ASLE 2025 Biennial ConferenceCollective Atmospheres: Air, Intimacy, and Inequality
July 8-11, 2025
University of Maryland, College Park,
ancestral lands of the Piscataway People
Call for Proposals
The Signum Collaboratory and Signum Press Present A Call for Papers
Creative Philology: Studies in Speculative Fiction, A Tribute to J. R. R. Tolkien
Special Issue of Literature, Critique, and Empire Today (formerly the Journal of Commonwealth Literature)
Deadline for abstract proposals: 15 July 2024
The Second Plague Pandemic inflicted unimaginable hurt and triggered multiple crises (demographic, spiritual, political, socio-economic), whose impact informed new artistic and literary modes of expression such as the danse macabre or the carnivalesque.
This panel examines how writers and artists processed pandemic experiences, both in terms of actual outbreaks and long-term repercussions (such as peasant revolts or multi-generational trauma). Where do we find traces of ‘long plague’ (analogous to ‘long Covid’), and what form do they take? How do pandemic experiences affect collective memory and shared narratives? And what theoretical frameworks might be helpful for studying (post)pandemic discourse in literature and art?
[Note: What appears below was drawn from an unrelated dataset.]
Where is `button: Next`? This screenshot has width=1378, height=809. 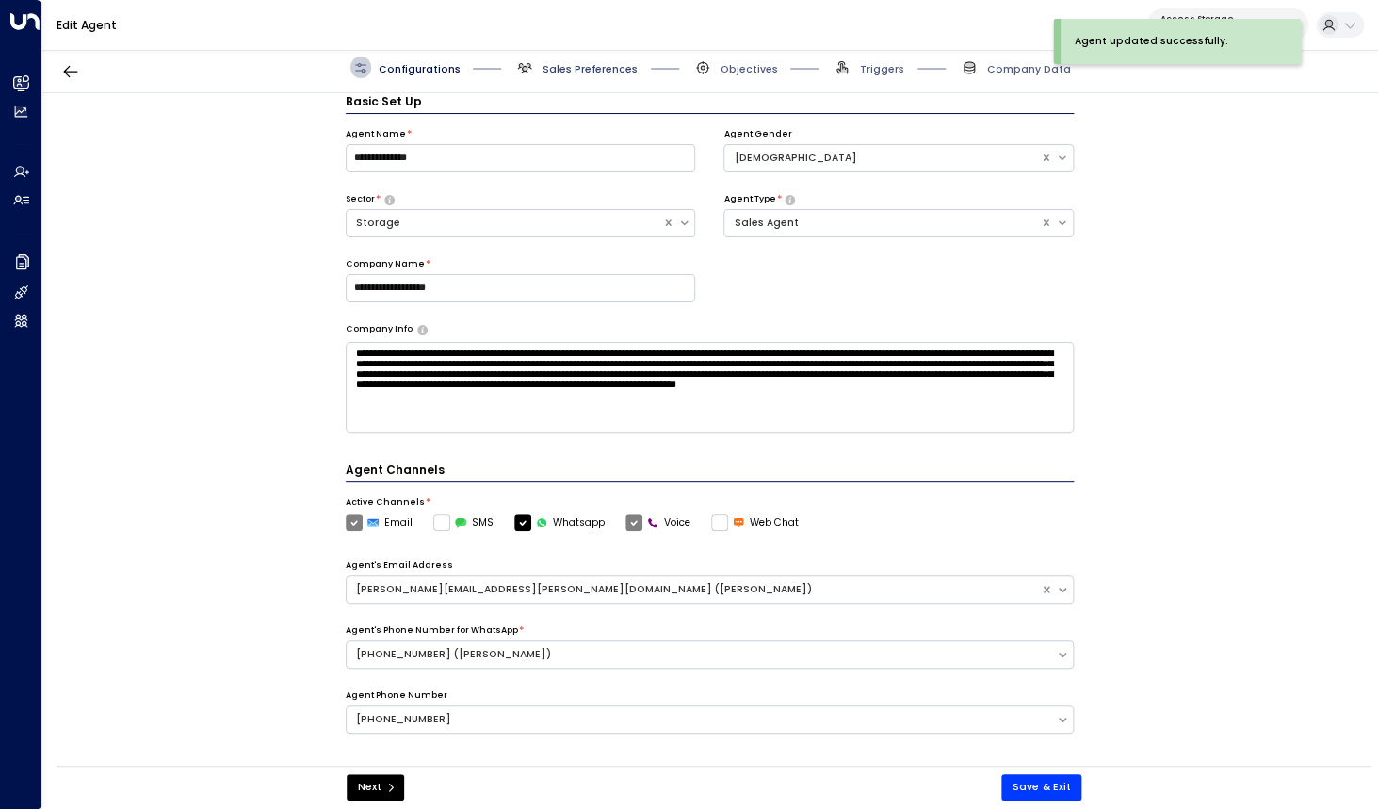
button: Next is located at coordinates (375, 788).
Edited Volume Call for Papers on Sandeep Kumar Mishra’s Books/stories/writings
Deadline for submissions: December 31, 2024
full name / name of organization: Rukesh Sharma-Editor (Kishlaya Books)
Contact- Rukeshsharma1586@gmail.com
CFP: Edited Volume Call for Papers on Sandeep Kumar Mishra’s Books
Conference: 22-23 August 2024 (online)
Scientific Committee:
Professor Wojciech Owczarski – University of Gdańsk, Poland
Professor Polina Golovátina-Mora – NTNU, Norwegian University of Science and Technology
CFP:
CFP: Shoreline Shakespeares:
6th Conference of the Asian Shakespeare Association (Iloilo, 4-6 December 2024)
A shoreline is a dynamic border, being created, erased, and reshaped by the eternal dance of tide and time. It separates yet connects ecosystems, identities, and civilizations. Shorelines set boundaries but also open gateways to different experiences and perspectives. The shoreline serves as a focal point for exploration, transition, and adaptation. “Shoreline Shakespeares” welcomes papers that examine the literal and metaphorical meanings of the shoreline in Shakespeare and his afterlife. Topics may include, but are not restricted to:
Americana: The Journal of American Popular Culture, 1900 to Present > http://www.americanpopularculture.com
We invite you to submit in areas related to American Studies, American history, American popular culture, comics, music, film, politics, sports, fashion, food, fandom, radio, television/streaming, Broadway/popular theater, travel/tourism, etc.
You can visit the guidelines for submission here >
https://americanpopularculture.com/journal/call_for_papers.htm
The U.S. South is often a forgotten space within ecocritical discussions, yet it provides fruitful ground for thinking about environmental issues. In 2019, in the first edited collection of essays on the topic, Zachary Vernon notes that focusing attention on this bioregion might help “provide a way out of the limitations of thinking too locally or too globally,” and it might inspire a group of stakeholders to come to the table as well (7). One problem with ecocritical approaches is the long history of representing the U.S. South as an “internal other in the national imagination: colonized, subordinate, primitive, developmentally arrested, or even regressive” (Watson 254).